On International Women’s Day, the Council of Europe’s Sport Division invited diplomats, sports professionals, and international experts to address the persisting gender inequalities in sport and to exchange on the discrimination female referees and officiators continue to face in their profession. The EU Ambassador to the Council of Europe, Ms Vesna Batistić Kos, joined the Director of the Council of Europe Directorate for Democracy, Mr Matjaž Gruden, in opening the Enlarged Partial Agreement on Sport (EPAS) Breakfast Roundtable on Sport officiating and gender equality.
The Director of the recently created Directorate for Democracy, underscored that the Breakfast Roundtable in 2024 is the third of its kind and showcases the Council of Europe’s long-standing effort to stand in for non-discrimination, dignity, and gender equality in sports. While sports should be a platform for teamwork and should provide a level playing field on which only talent, skill, and merit count, it, unfortunately, is often a space in which disparities, discriminatory practices, and biases are laid bare. Therefore, it is crucial to shed light on these challenges and foster open discussions in order to find innovative solutions with the Council of Europe’s fundamental principles at its core. Moreover, Mr Gruden praised the EU-Council of Europe joint project ‘All in Plus’ and its multi-facetted approach to gender equality in sport.

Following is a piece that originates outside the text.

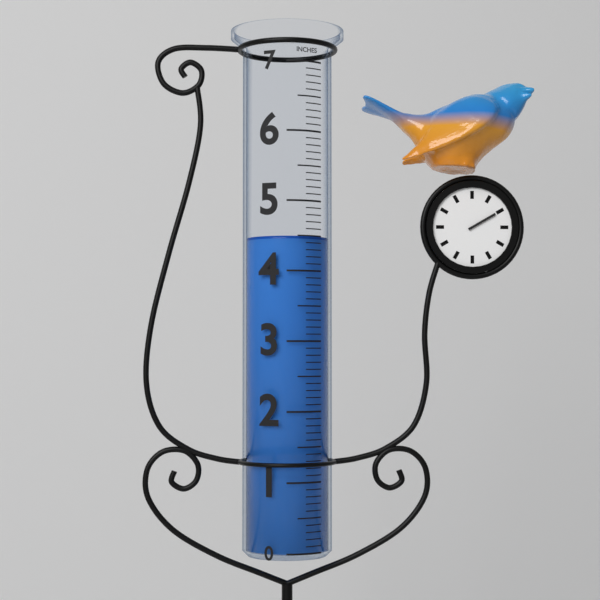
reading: 4.5 in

The Ambassador explained that while women and girls are less likely to be active in sports than their male counterparts and that women are clearly underrepresented in coaching and officiating positions, it is important to recall that such gender gaps are caused by organisational, sociocultural, interpersonal and personal barriers and structural lacks of opportunities. The underlying causes of women’s invisibility and underrepresentation in sports must be tackled. The EU Ambassador highlighted the EU’s commitment to the promotion of gender equality in the field of sports through the EU Work Plan for Sport, the EU Gender Equality Strategy 2020-2025, the annual European Week of Sport, the EU Sport Forum, and various other initiatives. The EU’s and the Council of Europe’s objectives regarding gender equality and their work in sport are complementary. The EU Work Plan for Sport and the Council of Europe’s Social Charter lay the foundation for promoting fair play, integrity, social inclusion, and equality in and through sport.
The ‘All in Plus’ project is a great example of the complementarity and the organisations’ shared objectives regarding gender and sport. ‘All in Plus’ addresses the invisibility of women in sport, the general lack of awareness regarding gender imbalances, and the data gap regarding gender inequalities in this field, both at the grassroots and elite level. Availability of data is essential to policy development, monitoring, and evaluation. With the methodology which had been developed in 2018-2019 in the context of the ‘ALL IN’ project, the ‘All in Plus’ project, therefore, collects data on sports and gender related aspects such as leadership, coaching, gender-based violence, and media and communication in 25 countries. The project, moreover, will make good practices and resources on gender equality in sport accessible through an online library. To ensure that media professionals in the participating countries are sensitised to the importance and impact of gender balance in sport, the project also develops and delivers training seminars for journalists, broadcasters, and editors who are active in the sports media realm.